I walked back out to the path that led to the mess hall, passing the hibiscus bush where Kitty and I had plucked flowers that first night. I kept walking until I could see the recreation dock. A dozen canoes bound by rope tethers bobbed on the water, waiting for off-duty soldiers to take them out to sea. Few did, even though Bora-Bora was a relative safe haven from enemy attack—so far.
I looked closer and spotted two figures climbing out of a canoe. The tousled curls could have belonged to no other but Kitty, but the man helping her
onto the dock wasn’t Lance. I gasped when I saw instead the face of Colonel Donahue. She smiled sweetly at him as he stowed the paddles inside the canoe. They walked together, arm in arm, back up to the lawn, where he bid her adieu, and Kitty hurried along the trail back to the women’s barracks.
Should I run after her? I decided not to; after all, she hadn’t told me the truth about her date, and it was most likely because she thought I’d disapprove, and I did. But I couldn’t have her thinking I was spying on her. No, she’d tell me in her own time. Instead, I turned back to the mess hall and spoke to the cook about getting a tray made up for Mary.
“How’s Lance?” Stella coyly asked Kitty at breakfast. Did she see her with the Colonel too?
“Fine,” Kitty said, picking at her scrambled eggs and grits, both the consistency of rubber. “We’re seeing each other tonight.”

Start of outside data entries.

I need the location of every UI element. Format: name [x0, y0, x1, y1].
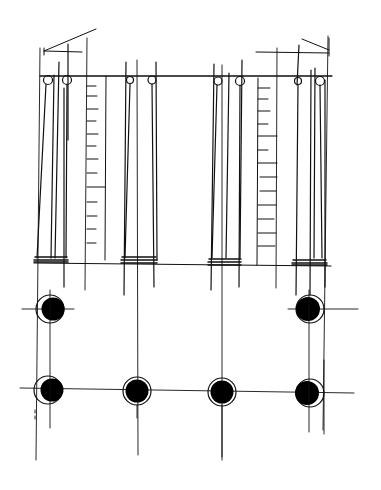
- plan-row-front: [22, 295, 358, 323]
- pediment-left: [44, 29, 96, 55]
- right-door-panel: [257, 78, 277, 265]
- plan-axes: [35, 290, 324, 457]
- column-plan-icon: [211, 381, 234, 404]
- volute-icon: [148, 76, 156, 84]
- column-2-elevation: [121, 62, 157, 295]
- column-plan-icon: [126, 380, 149, 403]
- column-plan-icon: [296, 297, 320, 321]
- guide-lines: [36, 36, 328, 460]
- plan-row-back: [20, 376, 354, 407]
- volute-icon: [236, 77, 245, 86]
- volute-icon: [214, 77, 222, 85]
- volute-icon: [295, 78, 302, 85]
- volute-icon: [316, 77, 325, 86]
- volute-icon: [127, 77, 134, 84]
- column-4-elevation: [292, 45, 327, 295]
- volute-icon: [44, 76, 53, 85]
- pediment-right: [256, 38, 329, 56]
- column-3-elevation: [208, 60, 245, 290]
- volute-icon: [63, 76, 72, 85]
- column-plan-icon: [295, 381, 319, 405]
- left-door-panel: [87, 76, 106, 260]
- architectural-sketch: [0, 0, 381, 490]
- column-plan-icon: [42, 298, 65, 321]
- stylobate-line: [34, 263, 331, 266]
- column-plan-icon: [41, 379, 64, 402]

Stella shook her head jealously, a gesture that might have put me on the defensive the day we met, but I had come to learn quickly that it was merely Stella’s way. “My, do you have luck with men,” she said, before sighing in defeat. “I’ve given up on Elliot. His head is much too tangled up with that woman from back home. He’s either by himself taking photographs on the beach or holed up in the barracks writing poetry about her. She must be something else, that woman. Anyway, I met an airman last night. His name is Will, and he isn’t half bad.”
Liz approached our table with a tray and set it down. “Is Mary still on the mend?”
“Yes, thank God,” I said. “She’s much stronger today.”
Liz gazed intently at an envelope she held in her hand. “This came for her today,” she said cautiously. “And I can’t help but notice the name on the return address. Didn’t she say her ex-fiancé’s name was Edward?”
I nodded. “Let me see it.”
I held the envelope up to the light, unable to make out anything significant, just that the sender was indeed Edward. Edward Naughton, with a return address in Paris.
“Anne!” Kitty scolded. “You shouldn’t read her mail. It’s private.”
“I will if I think it’s going to compromise her recovery,” I said. “Listen, if this man could leave her, almost at the altar, and send her into such a tailspin that she banished herself to a far-flung island on the other side of the world, imagine what a letter from him could do to her.”